Sadr City Rebounds After Ceasefire

Trade blooms, rebuilding begins, but suspicions remain
By Sam Gale Rosen,  Newser Staff
Posted Jul 2, 2008 1:19 PM CDT
Sadr City Rebounds After Ceasefire
A U.S Army soldier secures the area outside the city council building of Sadr city during a meeting of Iraqi officials with American soldiers on Thursday, June 26, 2008.   (AP Photo/ Karim Kadim)

The turnaround in Sadr City in the last two months has been dramatic—abandoned dusty lots are now markets stocked with piles of produce and teeming with shoppers; storefronts display suits, purses, shoes, and cosmetics, Time reports. The ceasefire between Iraqi PM al-Maliki and radical cleric Muqtada al-Sadr has been successful in stopping violence and the US is working on repairing the slum's shattered infrastructure.

But the neighborhood is so shattered that it will take years to repair, and many residents are still fiercely distrustful of al-Maliki's government. "After what happened," says an MP aligned with al-Sadr, "people have started to hate everything that is connected to the government . . . People here see Maliki as the same as Saddam." A US military spokesman is more bullish: "We're not popping the champagne cork. But are we seeing positive trends? Absolutely." (More Iraq stories.)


_WHAT YOU HAVE TO DO:_
Each line of the entries below that includes "pixels" belongs in your answer.

_LISTED ENTRIES:_
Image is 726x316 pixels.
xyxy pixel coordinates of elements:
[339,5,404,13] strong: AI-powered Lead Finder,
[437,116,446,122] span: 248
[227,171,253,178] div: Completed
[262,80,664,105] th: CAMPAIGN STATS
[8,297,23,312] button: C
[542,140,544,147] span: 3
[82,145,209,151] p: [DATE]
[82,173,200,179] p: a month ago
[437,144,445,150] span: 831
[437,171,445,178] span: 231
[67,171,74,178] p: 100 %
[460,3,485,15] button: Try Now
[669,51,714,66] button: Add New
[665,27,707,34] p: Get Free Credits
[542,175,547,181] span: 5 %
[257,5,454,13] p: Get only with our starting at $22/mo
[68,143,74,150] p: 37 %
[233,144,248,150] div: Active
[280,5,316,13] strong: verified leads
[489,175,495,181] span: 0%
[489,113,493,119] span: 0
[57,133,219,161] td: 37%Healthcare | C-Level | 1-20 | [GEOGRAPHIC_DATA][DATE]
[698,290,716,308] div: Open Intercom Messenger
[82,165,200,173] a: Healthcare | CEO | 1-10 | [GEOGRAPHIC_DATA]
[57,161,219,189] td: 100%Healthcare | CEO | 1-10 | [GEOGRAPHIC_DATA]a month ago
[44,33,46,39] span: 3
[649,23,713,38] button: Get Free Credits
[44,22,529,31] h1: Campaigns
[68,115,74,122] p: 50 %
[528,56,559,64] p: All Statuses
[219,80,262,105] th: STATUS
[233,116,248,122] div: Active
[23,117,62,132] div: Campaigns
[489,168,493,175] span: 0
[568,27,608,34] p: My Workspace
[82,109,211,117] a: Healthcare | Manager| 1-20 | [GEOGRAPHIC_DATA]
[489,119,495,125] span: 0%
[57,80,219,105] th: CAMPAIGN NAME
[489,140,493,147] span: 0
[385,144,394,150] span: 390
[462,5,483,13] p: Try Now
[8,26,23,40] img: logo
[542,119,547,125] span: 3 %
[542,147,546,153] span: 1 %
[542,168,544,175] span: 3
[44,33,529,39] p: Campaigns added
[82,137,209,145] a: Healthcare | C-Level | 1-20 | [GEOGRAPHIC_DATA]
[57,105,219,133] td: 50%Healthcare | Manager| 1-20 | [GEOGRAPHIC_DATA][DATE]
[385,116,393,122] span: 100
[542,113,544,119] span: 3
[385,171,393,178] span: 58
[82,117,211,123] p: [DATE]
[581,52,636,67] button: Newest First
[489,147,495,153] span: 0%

==

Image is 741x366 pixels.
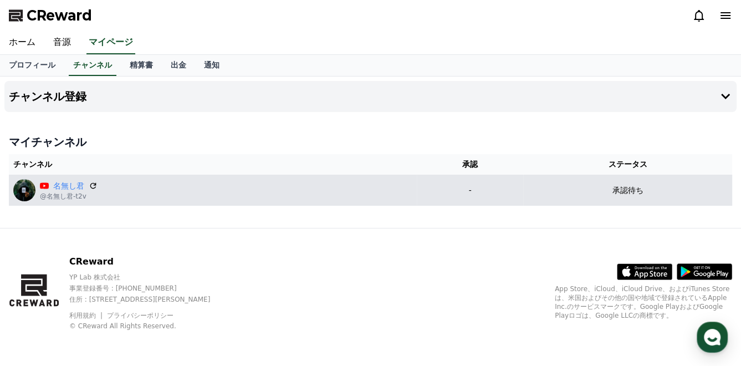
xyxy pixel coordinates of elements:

==

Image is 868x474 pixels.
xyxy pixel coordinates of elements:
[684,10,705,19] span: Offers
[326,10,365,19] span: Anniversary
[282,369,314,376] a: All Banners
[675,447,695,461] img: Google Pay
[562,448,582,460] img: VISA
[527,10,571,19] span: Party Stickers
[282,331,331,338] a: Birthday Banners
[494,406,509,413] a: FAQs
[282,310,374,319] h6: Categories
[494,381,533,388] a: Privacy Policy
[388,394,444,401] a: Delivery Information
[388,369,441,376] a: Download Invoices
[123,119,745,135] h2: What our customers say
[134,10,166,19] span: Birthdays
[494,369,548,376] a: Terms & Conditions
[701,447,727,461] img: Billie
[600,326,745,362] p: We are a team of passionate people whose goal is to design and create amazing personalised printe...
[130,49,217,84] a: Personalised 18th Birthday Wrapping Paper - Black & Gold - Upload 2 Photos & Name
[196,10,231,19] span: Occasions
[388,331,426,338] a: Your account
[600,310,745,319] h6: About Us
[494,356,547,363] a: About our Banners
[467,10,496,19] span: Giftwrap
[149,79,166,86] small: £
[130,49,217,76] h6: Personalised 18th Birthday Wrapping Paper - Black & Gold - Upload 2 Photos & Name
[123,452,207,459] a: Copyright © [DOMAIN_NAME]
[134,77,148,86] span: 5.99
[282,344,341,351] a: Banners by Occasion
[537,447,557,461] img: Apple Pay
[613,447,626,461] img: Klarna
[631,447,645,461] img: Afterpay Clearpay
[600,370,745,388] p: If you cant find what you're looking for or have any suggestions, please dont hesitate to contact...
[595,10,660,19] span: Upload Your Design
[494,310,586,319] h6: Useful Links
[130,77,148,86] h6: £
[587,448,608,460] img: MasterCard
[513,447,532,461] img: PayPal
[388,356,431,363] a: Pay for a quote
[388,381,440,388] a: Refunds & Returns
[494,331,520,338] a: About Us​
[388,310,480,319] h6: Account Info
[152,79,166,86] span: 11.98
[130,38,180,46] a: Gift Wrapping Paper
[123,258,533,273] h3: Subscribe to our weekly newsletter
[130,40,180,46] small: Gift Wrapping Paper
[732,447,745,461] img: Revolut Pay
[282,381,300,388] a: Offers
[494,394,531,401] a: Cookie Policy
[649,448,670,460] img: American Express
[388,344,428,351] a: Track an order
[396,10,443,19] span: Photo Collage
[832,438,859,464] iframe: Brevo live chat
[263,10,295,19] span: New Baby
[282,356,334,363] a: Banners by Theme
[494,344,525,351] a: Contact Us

_EXERCISE RESPONSE:_
Image is 726x316 pixels.
Image is 741x366 pixels.
Image is 868x474 pixels.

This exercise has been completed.